Friday, October 23, 2009

999,931: Barry Manilow — Could It Be Magic

Starting in the late 1960's, artists as diverse in their quality and popularity as Blood, Sweat & Tears, Wendy Carlos, and Emerson, Lake & Palmer used the "modernization" of classical music as a pop calling card. While arguably exposing the works of Bach and Mussorgsky to wider audiences, these re-imaginings were not always, um, tasteful. In the hands of Keith Emerson and his Brobdingnagian stacks of keyboard instruments, they were, in fact, tackier than jokes about leisure suits and The Hustle.

Which brings us to Barry Manilow. Given the man's deserved reputation for schmaltzy bombast (and undeserved reputation as a lazy musical punchline), it's something of a surprise that we must turn to him for perhaps the most "polite" use of a classical work in one of the day's charting singles. "Could It Be Magic" begins with Chopin's prelude in C minor, then uses that piece as a launchpad into an epic, lushly orchestrated soundscape that keeps building and building until it has nowhere else to go except...right back to Chopin's prelude in C minor.

While it's best to stay as far away from Manilow's lyrics as possible, I won't. They read like the half-legible scribbles you might find on a piece of notebook paper torn out of a sensitive high school freshman's binder while he was being mauled by the varsity lacrosse team—and your sympathies lie with the lacrosse team. The first lines, about a spirit "whirling like a cyclone in my mind" every time "sweet Melissa" draws near, merely make you cringe while yearning for the poetry of the Allman Brothers. The proceeding ones, describing Melissa as an angel who is the "answer to all answers I can find", make you wonder about the strength of Manilow's SAT vocab score.

Meanwhile the second verse, which begins, "Lady take me high upon a hillside/High up where the stallion meets the sun", leaves you convinced that Manilow has no idea what a stallion is, has never been on a hillside, does not understand where the sun might be located, and has not been introduced to a woman. Either that, or he bought the words off a badly-injured sensitive high school freshman. Luckily, Manilow pretty much runs out of lyrics at this point.

For the next three minutes and twenty seconds, he has nothing to sing but multiple repetitions of the chorus while the orchestration of Chopin's prelude takes on layer after layer of new voices and instruments. Like a slowed, regimented version of the crescendo at the end of "A Day in the Life", a succession of strings, choir vocals, woodwinds, percussion and finally brass instruments join in and grow ever louder, punctuated by stabbing vocals of "Could it be magic" and "Baby I want you". As the rhapsodic crush eventually drowns out Manilow and his vocal recedes, the effect is almost haunting. All the failures of the first two verses, with each bad metaphor diving headfirst off the hillside into the sun, have been erased by Manilow's overwhelming symphonic tour-de-force. The naked sentiments that fell so flat in verse—the ridiculous longing, the inept imagery—are powerfully communicated via music. Finally this cacophony diminishes also, like a tractor-trailer that's been overtaken on a highway, until nothing is left but, once again, the piano and the Chopin tune.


:: Prompt ::
Lines holding the word "Reynolds" are the ones to copy from the data below.

BEGIN Records to use

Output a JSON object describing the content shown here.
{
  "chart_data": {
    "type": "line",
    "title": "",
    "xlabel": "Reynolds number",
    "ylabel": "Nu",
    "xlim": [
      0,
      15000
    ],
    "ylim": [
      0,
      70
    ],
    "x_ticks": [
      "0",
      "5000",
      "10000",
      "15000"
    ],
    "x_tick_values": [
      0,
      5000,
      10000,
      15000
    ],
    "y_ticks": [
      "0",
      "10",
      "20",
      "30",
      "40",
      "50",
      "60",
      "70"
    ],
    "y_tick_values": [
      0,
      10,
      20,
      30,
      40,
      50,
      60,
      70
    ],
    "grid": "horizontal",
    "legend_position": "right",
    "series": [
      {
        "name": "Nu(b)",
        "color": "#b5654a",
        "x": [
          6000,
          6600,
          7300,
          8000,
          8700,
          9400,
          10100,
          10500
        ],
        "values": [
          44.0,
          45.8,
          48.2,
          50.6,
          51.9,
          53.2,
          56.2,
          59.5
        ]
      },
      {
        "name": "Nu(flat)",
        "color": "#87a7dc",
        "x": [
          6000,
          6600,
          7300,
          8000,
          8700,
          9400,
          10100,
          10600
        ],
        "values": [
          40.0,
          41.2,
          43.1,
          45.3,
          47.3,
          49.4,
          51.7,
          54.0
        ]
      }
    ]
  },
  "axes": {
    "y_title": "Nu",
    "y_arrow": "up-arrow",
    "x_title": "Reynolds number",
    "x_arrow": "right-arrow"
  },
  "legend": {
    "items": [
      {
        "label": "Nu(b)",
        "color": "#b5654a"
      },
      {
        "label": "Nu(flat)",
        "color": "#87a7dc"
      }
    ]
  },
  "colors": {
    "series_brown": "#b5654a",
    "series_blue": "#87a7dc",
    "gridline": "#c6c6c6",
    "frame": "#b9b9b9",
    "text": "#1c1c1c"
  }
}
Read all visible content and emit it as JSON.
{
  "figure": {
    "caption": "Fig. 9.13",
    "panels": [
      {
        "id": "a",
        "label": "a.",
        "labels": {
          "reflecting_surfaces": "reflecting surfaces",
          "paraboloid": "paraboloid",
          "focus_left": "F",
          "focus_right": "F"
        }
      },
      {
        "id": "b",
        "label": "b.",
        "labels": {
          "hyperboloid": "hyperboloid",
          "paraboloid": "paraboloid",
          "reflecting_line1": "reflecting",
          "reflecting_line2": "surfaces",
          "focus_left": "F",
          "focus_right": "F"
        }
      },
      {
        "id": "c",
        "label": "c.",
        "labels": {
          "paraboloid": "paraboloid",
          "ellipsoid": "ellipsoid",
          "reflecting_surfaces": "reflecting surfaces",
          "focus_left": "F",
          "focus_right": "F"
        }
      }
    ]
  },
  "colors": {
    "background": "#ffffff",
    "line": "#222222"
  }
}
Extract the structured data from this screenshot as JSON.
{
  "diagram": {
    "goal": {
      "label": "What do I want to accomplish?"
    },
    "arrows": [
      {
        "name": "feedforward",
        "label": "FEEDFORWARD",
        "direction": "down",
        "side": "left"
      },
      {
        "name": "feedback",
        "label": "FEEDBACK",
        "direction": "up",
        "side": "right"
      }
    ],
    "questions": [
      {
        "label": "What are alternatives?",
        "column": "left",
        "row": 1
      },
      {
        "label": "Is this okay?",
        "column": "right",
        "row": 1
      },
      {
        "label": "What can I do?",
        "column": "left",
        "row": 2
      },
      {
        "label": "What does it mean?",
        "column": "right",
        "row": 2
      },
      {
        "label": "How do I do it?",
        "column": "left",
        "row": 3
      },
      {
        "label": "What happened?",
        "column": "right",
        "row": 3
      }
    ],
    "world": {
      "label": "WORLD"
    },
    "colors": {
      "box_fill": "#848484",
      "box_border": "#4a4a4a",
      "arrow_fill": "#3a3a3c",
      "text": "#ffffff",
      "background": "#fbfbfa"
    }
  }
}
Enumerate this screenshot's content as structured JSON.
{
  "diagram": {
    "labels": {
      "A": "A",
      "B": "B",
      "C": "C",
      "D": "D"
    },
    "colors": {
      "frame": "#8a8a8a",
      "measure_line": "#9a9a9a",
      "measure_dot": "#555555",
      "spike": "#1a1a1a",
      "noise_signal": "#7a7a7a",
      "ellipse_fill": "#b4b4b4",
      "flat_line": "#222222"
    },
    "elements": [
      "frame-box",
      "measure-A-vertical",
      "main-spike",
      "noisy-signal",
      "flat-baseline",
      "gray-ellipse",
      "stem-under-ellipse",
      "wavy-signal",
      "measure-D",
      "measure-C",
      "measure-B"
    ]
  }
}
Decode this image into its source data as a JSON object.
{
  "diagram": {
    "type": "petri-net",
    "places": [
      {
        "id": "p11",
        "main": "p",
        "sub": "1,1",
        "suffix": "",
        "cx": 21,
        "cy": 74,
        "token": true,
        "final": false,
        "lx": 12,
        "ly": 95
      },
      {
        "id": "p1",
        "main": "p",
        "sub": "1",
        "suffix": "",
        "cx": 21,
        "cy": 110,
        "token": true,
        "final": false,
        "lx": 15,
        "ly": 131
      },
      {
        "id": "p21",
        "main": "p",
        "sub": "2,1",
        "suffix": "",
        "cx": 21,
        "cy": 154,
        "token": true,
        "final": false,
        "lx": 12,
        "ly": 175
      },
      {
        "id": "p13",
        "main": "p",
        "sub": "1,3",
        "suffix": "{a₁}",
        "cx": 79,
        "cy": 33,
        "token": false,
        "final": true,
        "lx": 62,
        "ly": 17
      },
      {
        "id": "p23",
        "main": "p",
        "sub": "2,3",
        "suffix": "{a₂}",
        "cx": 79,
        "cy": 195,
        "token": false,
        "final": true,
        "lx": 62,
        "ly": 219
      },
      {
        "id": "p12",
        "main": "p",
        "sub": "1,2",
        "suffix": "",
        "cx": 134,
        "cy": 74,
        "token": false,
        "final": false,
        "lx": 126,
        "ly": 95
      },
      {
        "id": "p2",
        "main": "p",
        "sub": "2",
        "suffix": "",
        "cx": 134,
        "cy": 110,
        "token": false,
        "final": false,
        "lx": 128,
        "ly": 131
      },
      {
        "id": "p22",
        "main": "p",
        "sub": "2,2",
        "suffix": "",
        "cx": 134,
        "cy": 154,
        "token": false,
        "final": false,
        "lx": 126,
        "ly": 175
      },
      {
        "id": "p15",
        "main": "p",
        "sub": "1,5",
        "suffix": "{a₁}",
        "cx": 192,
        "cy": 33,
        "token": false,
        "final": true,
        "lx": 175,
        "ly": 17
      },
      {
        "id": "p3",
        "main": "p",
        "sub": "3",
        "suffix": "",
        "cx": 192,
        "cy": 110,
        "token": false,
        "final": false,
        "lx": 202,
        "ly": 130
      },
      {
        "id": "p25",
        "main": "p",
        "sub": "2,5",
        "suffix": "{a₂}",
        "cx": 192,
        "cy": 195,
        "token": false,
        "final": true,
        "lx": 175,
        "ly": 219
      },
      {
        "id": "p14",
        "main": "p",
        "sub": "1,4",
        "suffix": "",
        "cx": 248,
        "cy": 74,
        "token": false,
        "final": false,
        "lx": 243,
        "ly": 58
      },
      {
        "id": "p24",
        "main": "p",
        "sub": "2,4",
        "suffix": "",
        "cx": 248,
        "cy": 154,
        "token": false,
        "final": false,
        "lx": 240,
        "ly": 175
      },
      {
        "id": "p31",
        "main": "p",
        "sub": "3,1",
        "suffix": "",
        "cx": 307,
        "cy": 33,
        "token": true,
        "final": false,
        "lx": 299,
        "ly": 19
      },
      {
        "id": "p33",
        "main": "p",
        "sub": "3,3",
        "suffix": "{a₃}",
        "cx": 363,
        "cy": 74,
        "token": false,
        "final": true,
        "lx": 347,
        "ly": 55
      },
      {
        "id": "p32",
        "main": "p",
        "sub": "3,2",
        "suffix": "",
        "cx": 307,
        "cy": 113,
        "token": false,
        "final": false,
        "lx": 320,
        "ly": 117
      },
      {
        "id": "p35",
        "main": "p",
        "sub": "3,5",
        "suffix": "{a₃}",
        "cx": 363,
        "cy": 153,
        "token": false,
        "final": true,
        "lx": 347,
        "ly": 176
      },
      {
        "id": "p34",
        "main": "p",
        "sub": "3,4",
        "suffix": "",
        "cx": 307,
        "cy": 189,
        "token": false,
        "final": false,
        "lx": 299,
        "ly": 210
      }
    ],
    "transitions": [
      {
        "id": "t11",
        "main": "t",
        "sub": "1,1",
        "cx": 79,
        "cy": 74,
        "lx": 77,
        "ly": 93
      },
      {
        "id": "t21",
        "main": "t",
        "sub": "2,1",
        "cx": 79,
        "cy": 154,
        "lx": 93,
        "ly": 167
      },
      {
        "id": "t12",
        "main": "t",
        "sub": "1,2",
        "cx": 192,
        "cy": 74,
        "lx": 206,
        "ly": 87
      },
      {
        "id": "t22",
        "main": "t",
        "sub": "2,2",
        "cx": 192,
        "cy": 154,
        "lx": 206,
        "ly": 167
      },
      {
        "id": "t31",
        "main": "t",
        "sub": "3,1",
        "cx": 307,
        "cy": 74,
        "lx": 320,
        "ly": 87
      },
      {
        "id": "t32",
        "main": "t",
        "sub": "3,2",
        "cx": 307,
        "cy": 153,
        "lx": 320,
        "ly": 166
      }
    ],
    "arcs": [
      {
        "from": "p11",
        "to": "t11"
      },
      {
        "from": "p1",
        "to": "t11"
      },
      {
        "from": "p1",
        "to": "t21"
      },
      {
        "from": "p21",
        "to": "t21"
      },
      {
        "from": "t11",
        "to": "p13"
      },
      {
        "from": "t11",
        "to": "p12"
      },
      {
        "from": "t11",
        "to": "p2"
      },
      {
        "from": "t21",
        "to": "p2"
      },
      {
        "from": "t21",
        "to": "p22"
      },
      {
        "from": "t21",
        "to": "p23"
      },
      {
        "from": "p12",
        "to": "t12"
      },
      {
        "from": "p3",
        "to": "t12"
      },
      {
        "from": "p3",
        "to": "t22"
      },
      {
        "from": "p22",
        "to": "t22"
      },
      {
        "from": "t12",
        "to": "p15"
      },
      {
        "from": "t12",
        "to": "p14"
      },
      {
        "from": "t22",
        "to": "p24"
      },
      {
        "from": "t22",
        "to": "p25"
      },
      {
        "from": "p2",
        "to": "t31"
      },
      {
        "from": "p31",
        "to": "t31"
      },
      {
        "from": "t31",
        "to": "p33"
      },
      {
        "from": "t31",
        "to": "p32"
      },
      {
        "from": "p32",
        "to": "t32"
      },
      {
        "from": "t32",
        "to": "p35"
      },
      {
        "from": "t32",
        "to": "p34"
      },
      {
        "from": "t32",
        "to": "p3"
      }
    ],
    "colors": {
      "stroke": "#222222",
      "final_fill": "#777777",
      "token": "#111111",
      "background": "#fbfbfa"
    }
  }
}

END Records to use

:: Solution to this task ::
    "xlabel": "Reynolds number",
    "x_title": "Reynolds number",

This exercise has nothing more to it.